Demographic breakdown

Readers by professional status Count As %
Student > Bachelor 20 15%
Researcher 16 12%
Student > Ph. D. Student 14 10%
Student > Master 11 8%
Other 5 4%
Other 18 13%
Unknown 53 39%
Readers by discipline Count As %
Medicine and Dentistry 41 30%
Biochemistry, Genetics and Molecular Biology 11 8%
Agricultural and Biological Sciences 11 8%
Immunology and Microbiology 9 7%
Nursing and Health Professions 5 4%
Other 12 9%
Unknown 48 35%
Attention Score in Context

Attention Score in Context

This research output has an Altmetric Attention Score of 18. This is our high-level measure of the quality and quantity of online attention that it has received.
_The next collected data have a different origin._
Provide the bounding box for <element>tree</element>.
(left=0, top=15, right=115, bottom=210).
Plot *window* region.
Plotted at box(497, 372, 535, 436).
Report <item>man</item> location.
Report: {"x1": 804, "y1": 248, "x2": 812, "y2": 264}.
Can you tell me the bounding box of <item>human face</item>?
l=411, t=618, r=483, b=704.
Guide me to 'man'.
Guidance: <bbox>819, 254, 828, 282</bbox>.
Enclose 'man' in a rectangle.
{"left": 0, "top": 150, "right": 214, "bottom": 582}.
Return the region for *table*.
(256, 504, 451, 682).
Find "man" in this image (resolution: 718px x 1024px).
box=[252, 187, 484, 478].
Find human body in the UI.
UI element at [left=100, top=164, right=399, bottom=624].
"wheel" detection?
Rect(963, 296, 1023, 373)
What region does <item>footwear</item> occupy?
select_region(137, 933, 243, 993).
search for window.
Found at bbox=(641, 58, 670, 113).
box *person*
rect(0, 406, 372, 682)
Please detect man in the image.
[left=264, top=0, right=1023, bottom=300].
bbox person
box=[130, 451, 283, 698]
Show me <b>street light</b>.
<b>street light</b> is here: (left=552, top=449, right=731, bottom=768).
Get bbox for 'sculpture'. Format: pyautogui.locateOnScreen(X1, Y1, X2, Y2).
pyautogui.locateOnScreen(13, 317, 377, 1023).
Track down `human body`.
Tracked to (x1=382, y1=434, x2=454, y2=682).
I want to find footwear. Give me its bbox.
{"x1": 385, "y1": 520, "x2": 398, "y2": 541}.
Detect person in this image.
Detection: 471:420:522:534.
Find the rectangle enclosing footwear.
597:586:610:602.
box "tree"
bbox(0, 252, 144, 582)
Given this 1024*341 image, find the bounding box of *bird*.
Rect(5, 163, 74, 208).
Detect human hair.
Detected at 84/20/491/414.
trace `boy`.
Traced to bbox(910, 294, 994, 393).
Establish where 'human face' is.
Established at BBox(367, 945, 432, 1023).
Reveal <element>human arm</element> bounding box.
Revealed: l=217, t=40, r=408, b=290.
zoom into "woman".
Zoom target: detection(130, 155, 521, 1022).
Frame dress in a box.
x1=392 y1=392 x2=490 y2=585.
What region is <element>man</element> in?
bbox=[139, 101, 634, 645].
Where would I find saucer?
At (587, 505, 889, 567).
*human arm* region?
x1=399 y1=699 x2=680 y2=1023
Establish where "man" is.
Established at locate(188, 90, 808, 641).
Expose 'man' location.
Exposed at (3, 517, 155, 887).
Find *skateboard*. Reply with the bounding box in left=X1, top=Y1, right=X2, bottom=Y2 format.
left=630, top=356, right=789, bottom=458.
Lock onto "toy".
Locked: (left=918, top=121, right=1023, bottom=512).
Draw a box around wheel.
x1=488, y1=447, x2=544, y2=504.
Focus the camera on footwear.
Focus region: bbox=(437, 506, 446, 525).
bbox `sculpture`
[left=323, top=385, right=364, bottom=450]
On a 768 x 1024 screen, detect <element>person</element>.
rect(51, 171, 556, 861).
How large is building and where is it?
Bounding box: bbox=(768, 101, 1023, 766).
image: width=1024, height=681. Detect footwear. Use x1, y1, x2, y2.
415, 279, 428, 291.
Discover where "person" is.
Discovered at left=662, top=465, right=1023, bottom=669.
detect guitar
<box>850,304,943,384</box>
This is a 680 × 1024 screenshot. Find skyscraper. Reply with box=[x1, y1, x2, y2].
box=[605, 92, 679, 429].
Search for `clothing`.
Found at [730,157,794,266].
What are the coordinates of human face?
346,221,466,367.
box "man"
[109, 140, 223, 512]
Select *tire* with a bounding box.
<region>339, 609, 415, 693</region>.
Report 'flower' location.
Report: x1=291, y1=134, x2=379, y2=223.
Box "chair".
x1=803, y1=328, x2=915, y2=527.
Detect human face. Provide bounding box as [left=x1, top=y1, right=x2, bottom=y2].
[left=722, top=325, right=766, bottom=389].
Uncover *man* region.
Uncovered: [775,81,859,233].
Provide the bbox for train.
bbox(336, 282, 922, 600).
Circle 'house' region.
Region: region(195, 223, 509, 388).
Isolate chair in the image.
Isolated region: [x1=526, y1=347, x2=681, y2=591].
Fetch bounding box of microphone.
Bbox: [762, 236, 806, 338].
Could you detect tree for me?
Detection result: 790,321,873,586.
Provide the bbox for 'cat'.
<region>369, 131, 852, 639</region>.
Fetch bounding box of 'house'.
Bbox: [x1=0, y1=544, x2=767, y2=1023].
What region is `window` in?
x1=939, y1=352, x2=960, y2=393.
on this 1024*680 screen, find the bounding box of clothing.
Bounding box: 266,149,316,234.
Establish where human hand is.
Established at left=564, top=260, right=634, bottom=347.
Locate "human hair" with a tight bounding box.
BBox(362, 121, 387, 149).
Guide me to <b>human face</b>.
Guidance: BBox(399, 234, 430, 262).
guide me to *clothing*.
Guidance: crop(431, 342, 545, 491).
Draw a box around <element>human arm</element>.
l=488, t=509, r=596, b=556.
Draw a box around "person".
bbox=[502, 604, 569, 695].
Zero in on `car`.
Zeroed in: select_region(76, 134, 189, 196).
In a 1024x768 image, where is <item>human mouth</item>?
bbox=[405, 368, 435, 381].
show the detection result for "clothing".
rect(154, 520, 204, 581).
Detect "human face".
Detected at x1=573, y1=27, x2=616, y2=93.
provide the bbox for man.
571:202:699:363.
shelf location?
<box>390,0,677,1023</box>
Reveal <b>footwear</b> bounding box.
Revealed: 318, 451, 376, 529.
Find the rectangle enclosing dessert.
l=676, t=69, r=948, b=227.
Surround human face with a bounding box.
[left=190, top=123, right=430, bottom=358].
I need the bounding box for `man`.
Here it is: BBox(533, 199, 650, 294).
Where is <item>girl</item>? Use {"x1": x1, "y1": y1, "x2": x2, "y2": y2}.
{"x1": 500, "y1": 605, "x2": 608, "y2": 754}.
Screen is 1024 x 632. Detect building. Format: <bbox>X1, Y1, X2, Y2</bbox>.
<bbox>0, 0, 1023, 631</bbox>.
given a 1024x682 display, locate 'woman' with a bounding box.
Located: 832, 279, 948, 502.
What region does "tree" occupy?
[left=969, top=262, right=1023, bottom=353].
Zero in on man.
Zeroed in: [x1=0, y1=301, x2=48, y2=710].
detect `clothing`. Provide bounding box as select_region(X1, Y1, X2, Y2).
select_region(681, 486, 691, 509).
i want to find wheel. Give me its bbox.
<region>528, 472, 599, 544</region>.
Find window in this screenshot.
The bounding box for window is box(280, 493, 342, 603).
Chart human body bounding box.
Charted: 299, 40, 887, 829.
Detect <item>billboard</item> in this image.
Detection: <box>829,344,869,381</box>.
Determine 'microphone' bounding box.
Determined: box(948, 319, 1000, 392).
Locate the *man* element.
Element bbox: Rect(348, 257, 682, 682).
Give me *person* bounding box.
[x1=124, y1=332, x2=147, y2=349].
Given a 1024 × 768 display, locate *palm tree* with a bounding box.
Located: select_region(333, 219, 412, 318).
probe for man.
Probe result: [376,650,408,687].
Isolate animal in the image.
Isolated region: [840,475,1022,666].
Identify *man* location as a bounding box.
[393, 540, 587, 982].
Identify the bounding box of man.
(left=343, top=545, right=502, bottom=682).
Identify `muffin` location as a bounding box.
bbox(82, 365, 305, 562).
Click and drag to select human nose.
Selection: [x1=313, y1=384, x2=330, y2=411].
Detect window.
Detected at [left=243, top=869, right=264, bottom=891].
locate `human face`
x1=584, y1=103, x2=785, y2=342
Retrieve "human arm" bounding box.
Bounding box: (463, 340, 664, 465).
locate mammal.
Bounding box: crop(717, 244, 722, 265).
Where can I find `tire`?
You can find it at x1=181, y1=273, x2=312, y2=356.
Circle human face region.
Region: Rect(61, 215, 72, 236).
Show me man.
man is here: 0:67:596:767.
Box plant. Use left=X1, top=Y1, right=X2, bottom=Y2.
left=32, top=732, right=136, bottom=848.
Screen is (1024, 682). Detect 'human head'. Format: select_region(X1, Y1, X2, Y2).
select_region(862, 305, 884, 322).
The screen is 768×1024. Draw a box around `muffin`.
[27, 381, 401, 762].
This Attention Score, as well as the ranking and number of research outputs shown below, was calculated when the research output was last mentioned on 09 January 2024.
All research outputs
#1,892,120
of 24,565,648 outputs
Outputs from Diabetes
#799
of 9,607 outputs
Outputs of similar age
#17,423
of 217,637 outputs
Outputs of similar age from Diabetes
#9
of 99 outputs
Altmetric has tracked 24,565,648 research outputs across all sources so far. Compared to these this one has done particularly well and is in the 92nd percentile: it's in the top 10% of all research outputs ever tracked by Altmetric.
So far Altmetric has tracked 9,607 research outputs from this source. They typically receive more attention than average, with a mean Attention Score of 9.5. This one has done particularly well, scoring higher than 91% of its peers.
Older research outputs will score higher simply because they've had more time to accumulate mentions. To account for age we can compare this Altmetric Attention Score to the 217,637 tracked outputs that were published within six weeks on either side of this one in any source. This one has done particularly well, scoring higher than 91% of its contemporaries.
We're also able to compare this research output to 99 others from the same source and published within six weeks on either side of this one. This one has done particularly well, scoring higher than 91% of its contemporaries.